→ THE TASK: Return the data below unaltered, but strip out the pictures.

___ DATA FOR THIS EXERCISE

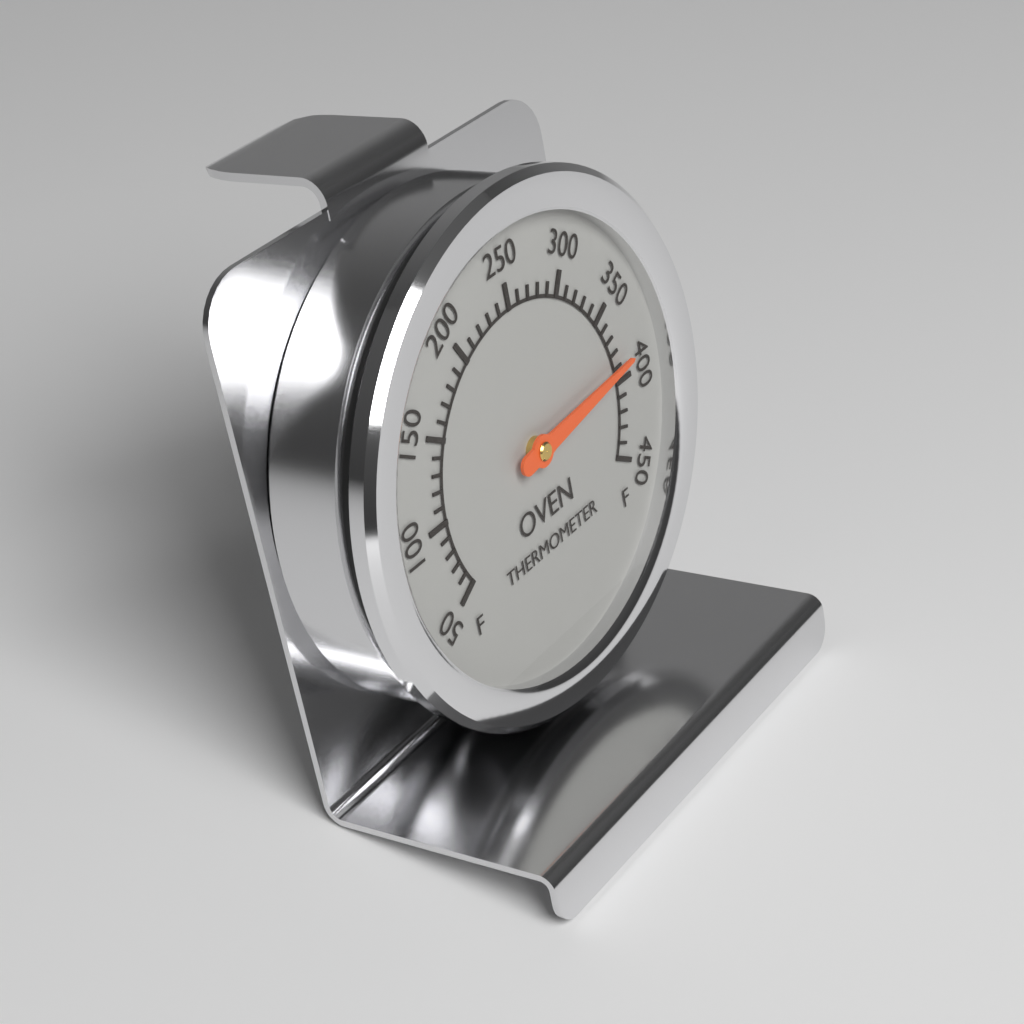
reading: 390 °F
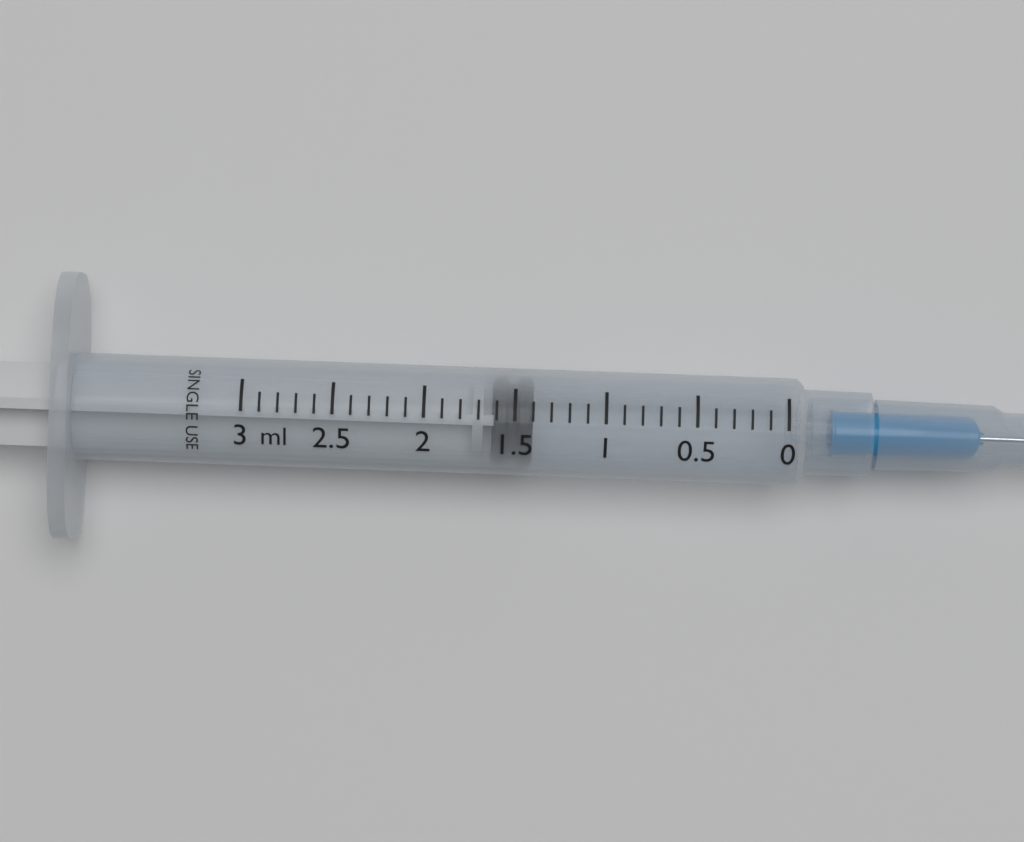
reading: 1.4 ml
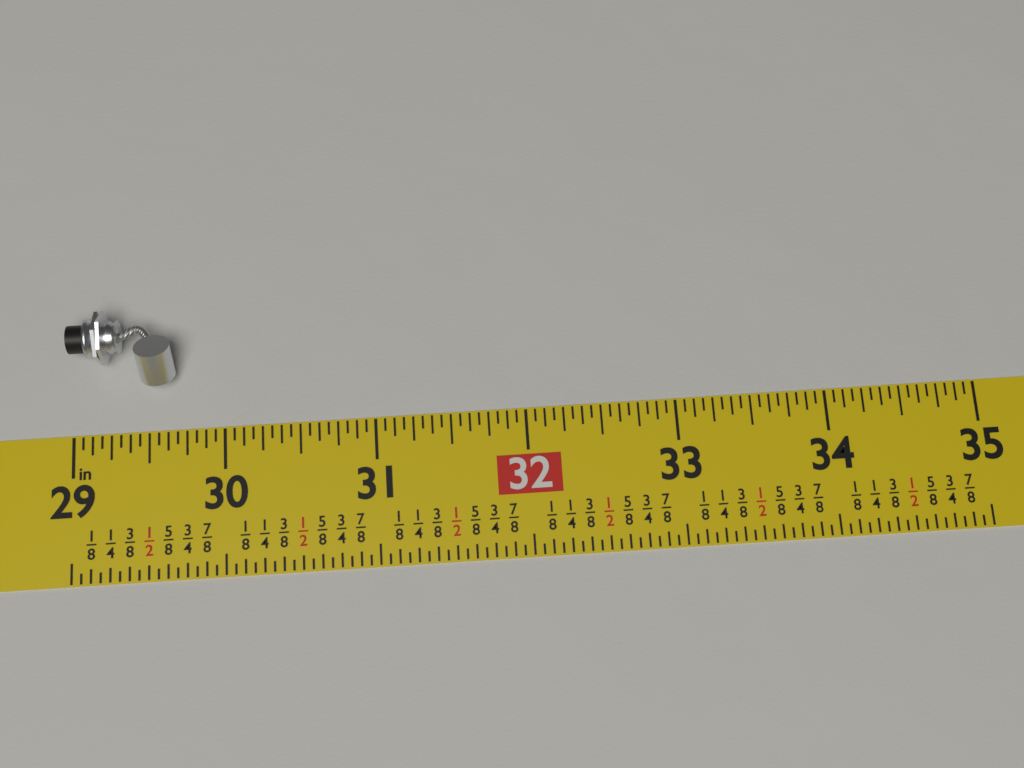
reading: 29.6875 in
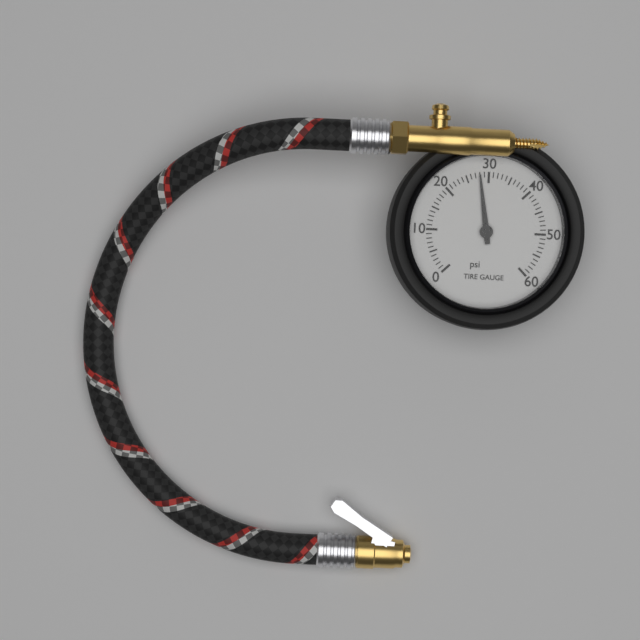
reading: 28 psi
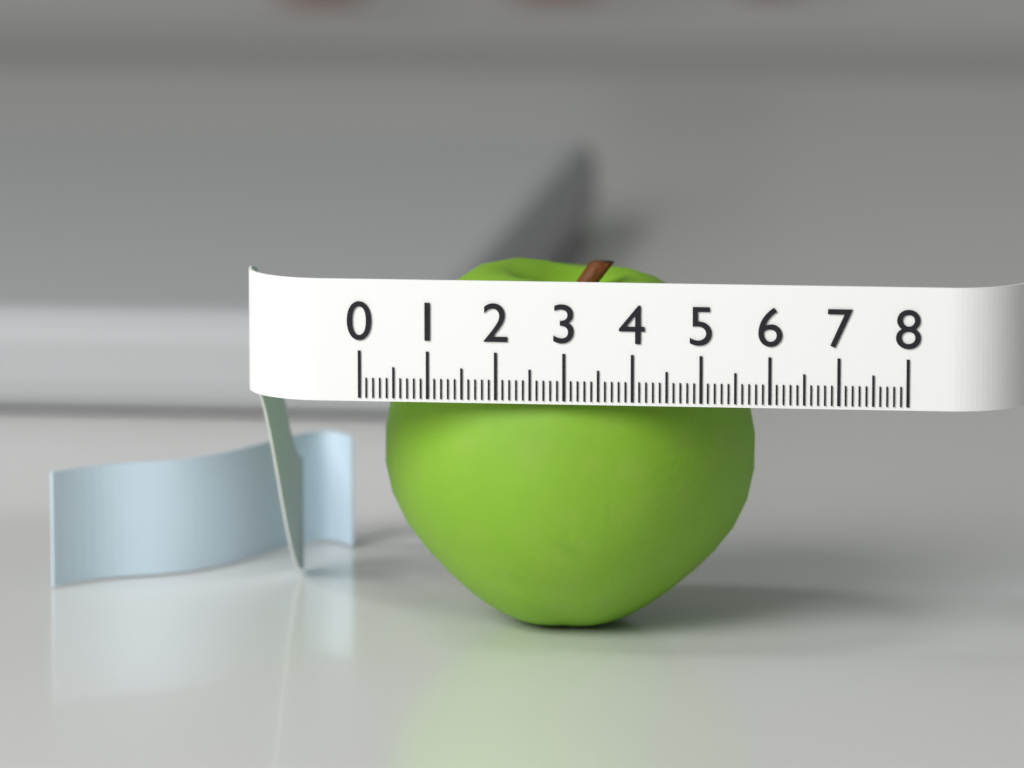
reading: 5.6 (no unit)
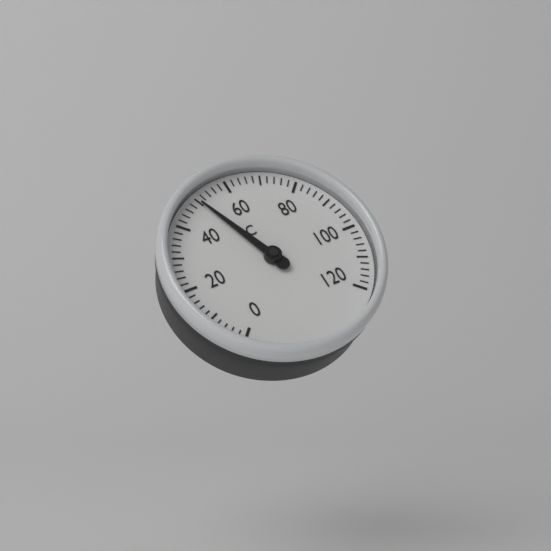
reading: 50 °C
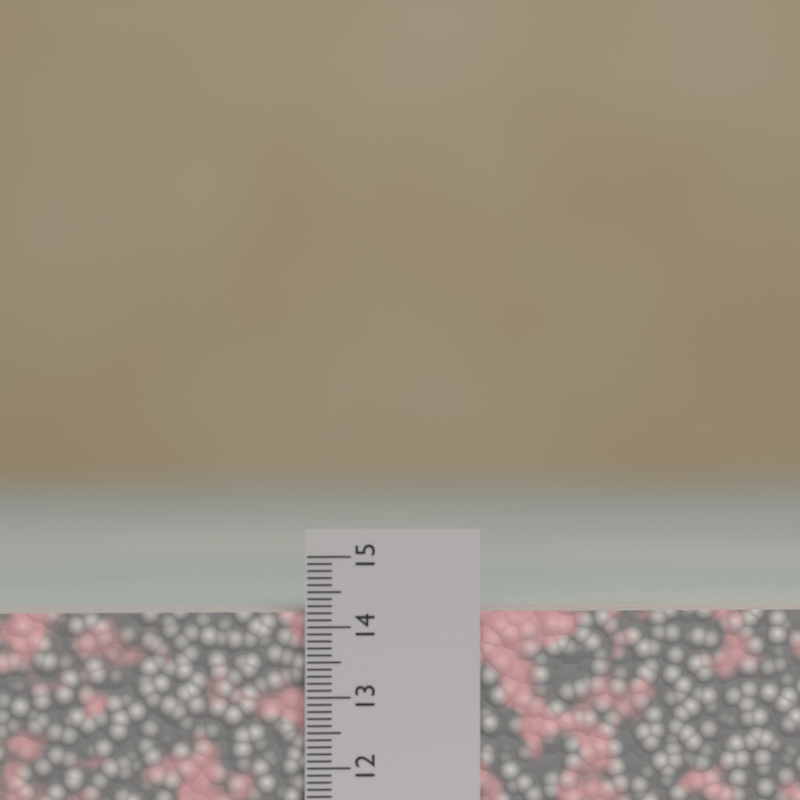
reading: 14.2 cm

______

→ EXERCISE ANSWER:
reading: 390 °F
reading: 1.4 ml
reading: 29.6875 in
reading: 28 psi
reading: 5.6 (no unit)
reading: 50 °C
reading: 14.2 cm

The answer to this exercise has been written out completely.